DMARC Failures: Causes, Diagnostics, and Fixes That Actually Work
A DMARC failure does not always mean you are under attack. More often it means a DNS typo, a forgotten SaaS sender, or SPF lookup exhaustion. The fix is systematic: read reports, map senders, then enforce.
What a DMARC failure looks like
Receivers evaluate the From domain against SPF and DKIM. If neither aligns (and policy is quarantine/reject), the message is filtered or refused. Aggregate reports to your rua address show which IPs and services failed.
Top causes on Workspace domains
- Broken DMARC syntax — missing
v=DMARC1, bad semicolons, or the record on the wrong host (must be_dmarc.domain.com). - Multiple SPF records — DNS returns two TXT SPF strings; receivers treat that as fail.
- SPF too many lookups — more than 10 mechanisms that require DNS.
- Unauthorized tools — billing, CRM, or support apps sending as your domain without SPF/DKIM.
- Forwarding — some forwarders break SPF; DKIM alignment becomes critical.
Diagnostic workflow (30 minutes)
- Confirm one SPF, one DMARC, and a valid DKIM TXT with a DNS lookup tool.
- Send a test to Gmail → open “Show original” → check SPF/DKIM/DMARC lines.
- Open a week of aggregate reports (or a DMARC analyzer) and list every source IP.
- For each unknown source: authorize it properly or stop it from using your From domain.
Fix order that avoids outages
- Keep
p=noneuntil unknown sources are gone. - Add missing includes or DKIM for approved vendors.
- Move to
quarantinewith a percentage ramp. - Finish at
rejectonce reports are clean for 7–14 days.
Prevention with MailJuke
Most DMARC pain starts at domain launch. MailJuke’s domain + Workspace flow publishes authentication records up front so you are not reverse-engineering failures after customers complain that invoices vanished into spam.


TRY IT ::
Please restate each line of the data below exactly. Omit all images.

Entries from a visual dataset
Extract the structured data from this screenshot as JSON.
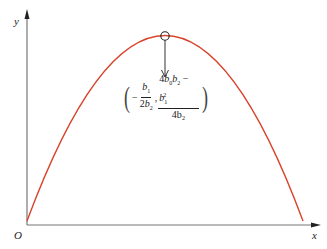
{
  "diagram": {
    "type": "parabola-vertex",
    "axes": {
      "x_label": "x",
      "y_label": "y",
      "origin_label": "O"
    },
    "curve": {
      "color": "#d9432b",
      "shape": "downward-opening parabola"
    },
    "vertex_marker": {
      "shape": "circle",
      "color": "#222222"
    },
    "annotation": {
      "minus_sign": "−",
      "x_coord": {
        "numerator": "b",
        "numerator_sub": "1",
        "denominator_coef": "2",
        "denominator": "b",
        "denominator_sub": "2"
      },
      "separator": ",",
      "y_coord": {
        "numerator_parts": [
          "4",
          "b",
          "0",
          "b",
          "2",
          "−",
          "b",
          "1",
          "2"
        ],
        "numerator_text": "4b₀b₂ − b₁²",
        "denominator_text": "4b₂"
      },
      "text": "(−b₁/(2b₂), (4b₀b₂ − b₁²)/(4b₂))"
    }
  }
}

COMPLETED TASK ::
Extract the structured data from this screenshot as JSON.
{
  "diagram": {
    "type": "parabola-vertex",
    "axes": {
      "x_label": "x",
      "y_label": "y",
      "origin_label": "O"
    },
    "curve": {
      "color": "#d9432b",
      "shape": "downward-opening parabola"
    },
    "vertex_marker": {
      "shape": "circle",
      "color": "#222222"
    },
    "annotation": {
      "minus_sign": "−",
      "x_coord": {
        "numerator": "b",
        "numerator_sub": "1",
        "denominator_coef": "2",
        "denominator": "b",
        "denominator_sub": "2"
      },
      "separator": ",",
      "y_coord": {
        "numerator_parts": [
          "4",
          "b",
          "0",
          "b",
          "2",
          "−",
          "b",
          "1",
          "2"
        ],
        "numerator_text": "4b₀b₂ − b₁²",
        "denominator_text": "4b₂"
      },
      "text": "(−b₁/(2b₂), (4b₀b₂ − b₁²)/(4b₂))"
    }
  }
}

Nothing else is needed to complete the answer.